June has seen a series of scorchingly hot days. No doubt there will be more to come before we reach the Autumn.
A hot summer weekend used to be something most smiled about, because it was quite rare and very welcome. We’d be straight outside, lapping it up. Racing to the beach, or the park, chugging cold drinks and ice-creams. They were joyful days to remember. But today greater knowledge and evidence tells us the is also a more serious side to the sun-cream and barbecue season, because days like these are becoming much more common and hotter.
They’re not so much fun any more, because these hot days are regularly becoming really uncomfortable. It’s more than just being too hot to sleep, or too drained to work – it feels different, because it is.
These long hot summer days are telling us something. We had a particularly vivid warning last summer when new record temperatures were set. There’s no running away from the fact that more hot days like these mean we need to act now and quickly to stop the world getting even hotter.
I am totally committed to our ambitious 2030 net zero targets we have set for our region. That’s why, in the last 18 months I have done a huge amount to try to make sure we do all we can to reach them. I set up a £60m Green Recovery fund which is – amongst other things – planting 113 acre woodlands, creating the tallest wind turbine in the country and training people to work on our housing stock to make it fit for the future.
You’ll hear more about ‘green jobs’ soon – it’s a whole new strand of important, well paid and rewarding work for people to get into.
And I wrote recently about the energy we’re going to gather from water being pumped underground, heated by the earth and back up into our homes to provide warmth. That’s a scheme I am incredibly proud to have championed locally.
I’m doing all this because I believe in it passionately, as does the leader of the Labour Party Sir Keir Starmer. He recently gave a speech saying “We’re going to throw everything at this: planning reform, procurement, long-term finance, R&D, a strategic plan for skills and supply chains … Pulling together for a simple, unifying priority: British power for British jobs. This cannot be a re-run of the 1980s, this is the race of our lifetime, and the prize is real.”
I’m with him. I want all of us in the West of England to be safe and positive about our future, and we can be – because our region is second to none when it comes to new ideas and being resourceful.
We certainly don’t need to be scared but we do need to be aware. And then we need to act wisely based on the evidence. Let’s make sure we can all enjoy summer to come, by being careful and thoughtful now.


== ASSIGNED TASK ==
Lines from the one with "on button: Accept." up to and including the one with "This screenshot has width=495, height=235." are to be copied exactly from the records below, without their pictures.

== MATERIAL FOR THIS EXERCISE ==
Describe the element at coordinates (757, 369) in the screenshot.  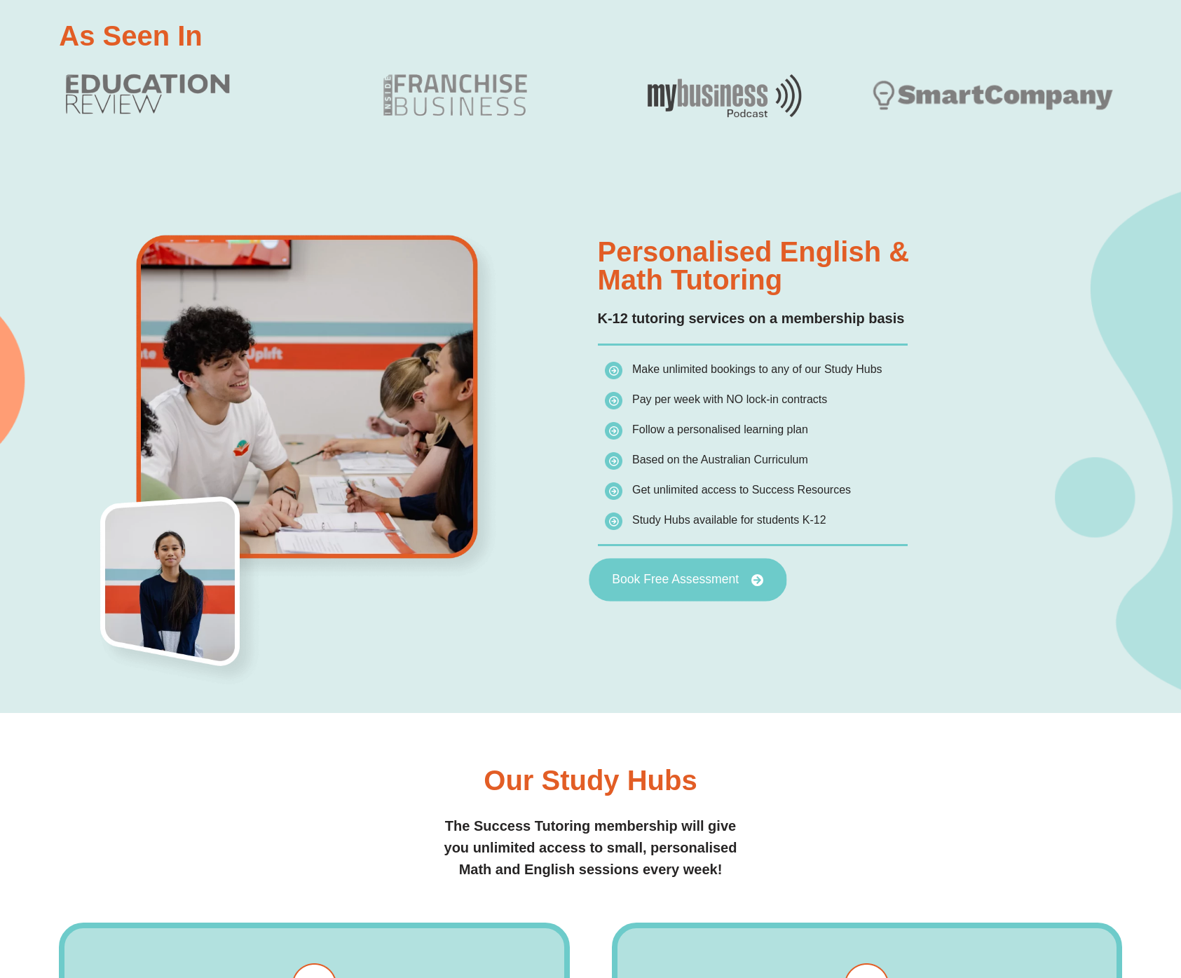
I see `span: Make unlimited bookings to any of our Study Hubs` at that location.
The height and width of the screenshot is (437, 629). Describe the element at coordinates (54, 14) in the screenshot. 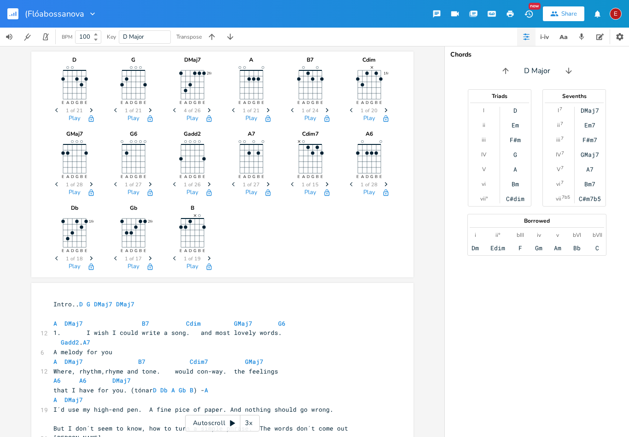

I see `span: (Flóabossanova` at that location.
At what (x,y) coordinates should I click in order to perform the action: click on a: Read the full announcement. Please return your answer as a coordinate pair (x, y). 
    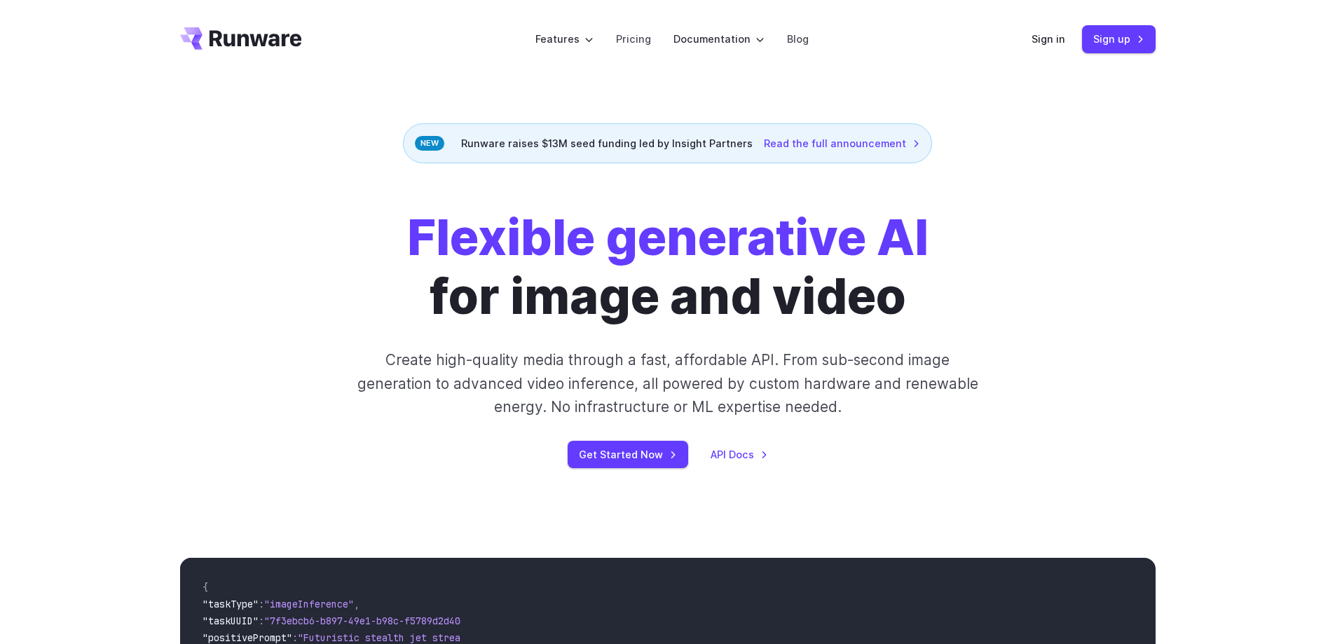
    Looking at the image, I should click on (842, 143).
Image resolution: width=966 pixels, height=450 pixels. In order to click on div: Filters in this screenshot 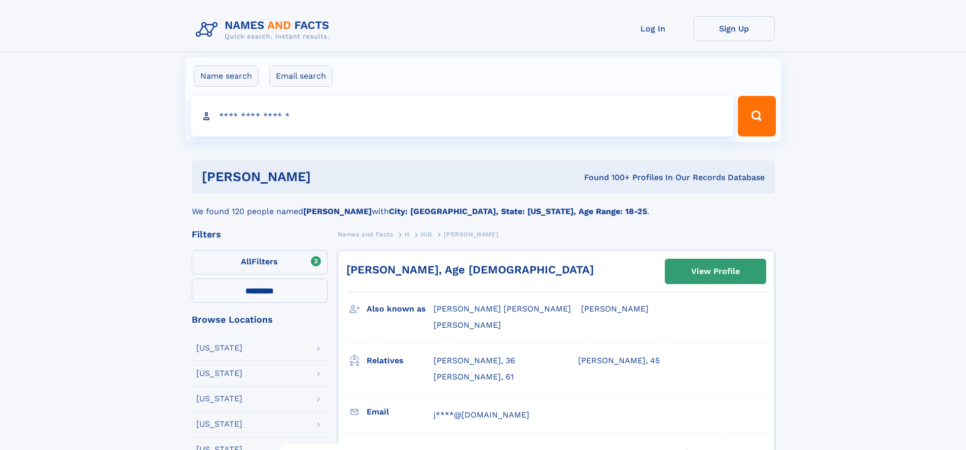, I will do `click(260, 234)`.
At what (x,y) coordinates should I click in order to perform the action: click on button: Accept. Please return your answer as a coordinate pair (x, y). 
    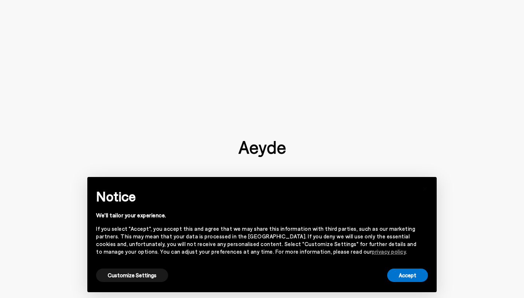
    Looking at the image, I should click on (407, 275).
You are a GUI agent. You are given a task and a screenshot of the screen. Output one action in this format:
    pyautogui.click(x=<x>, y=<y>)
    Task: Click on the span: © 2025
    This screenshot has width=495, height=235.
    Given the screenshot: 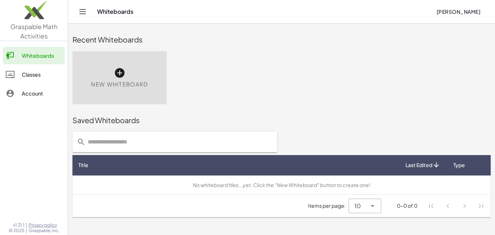 What is the action you would take?
    pyautogui.click(x=16, y=230)
    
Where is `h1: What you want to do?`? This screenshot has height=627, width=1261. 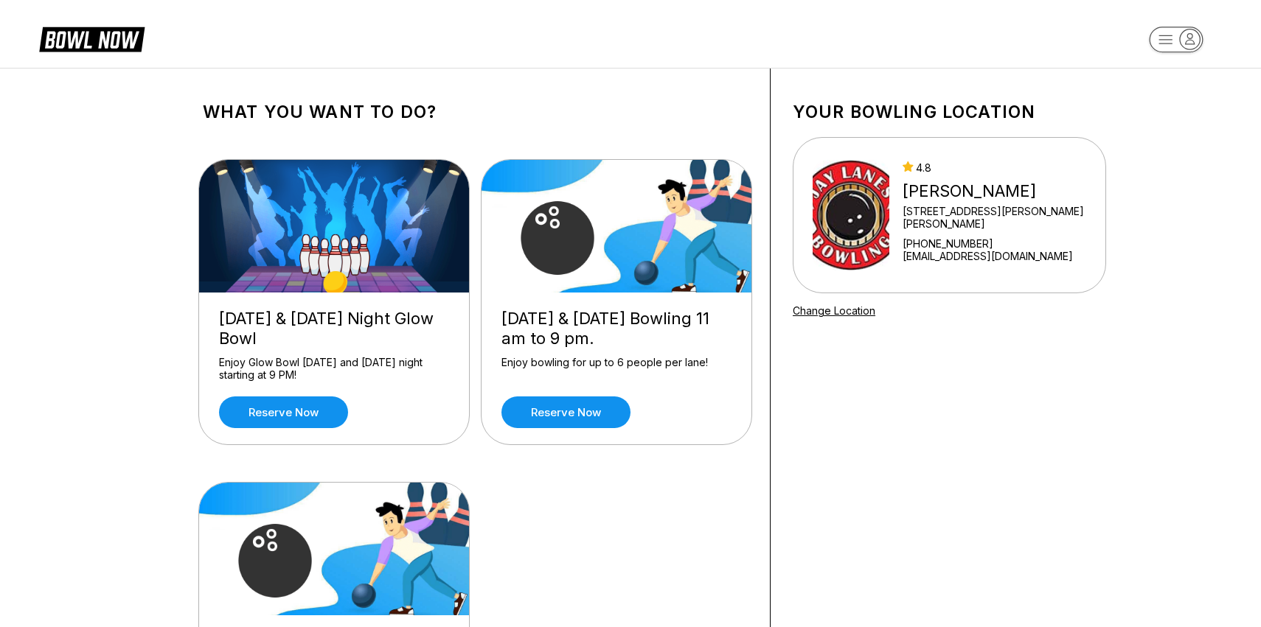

== ANSWER BOX ==
At what (x,y) coordinates should I click in order to perform the action: click on button: Accept. Please return your answer as a coordinate pair (x, y). 
    Looking at the image, I should click on (407, 275).
You are a GUI agent. You are given a task and a screenshot of the screen. Output one action in this format:
    pyautogui.click(x=<x>, y=<y>)
    Task: Click on the span: © 2025
    This screenshot has width=495, height=235.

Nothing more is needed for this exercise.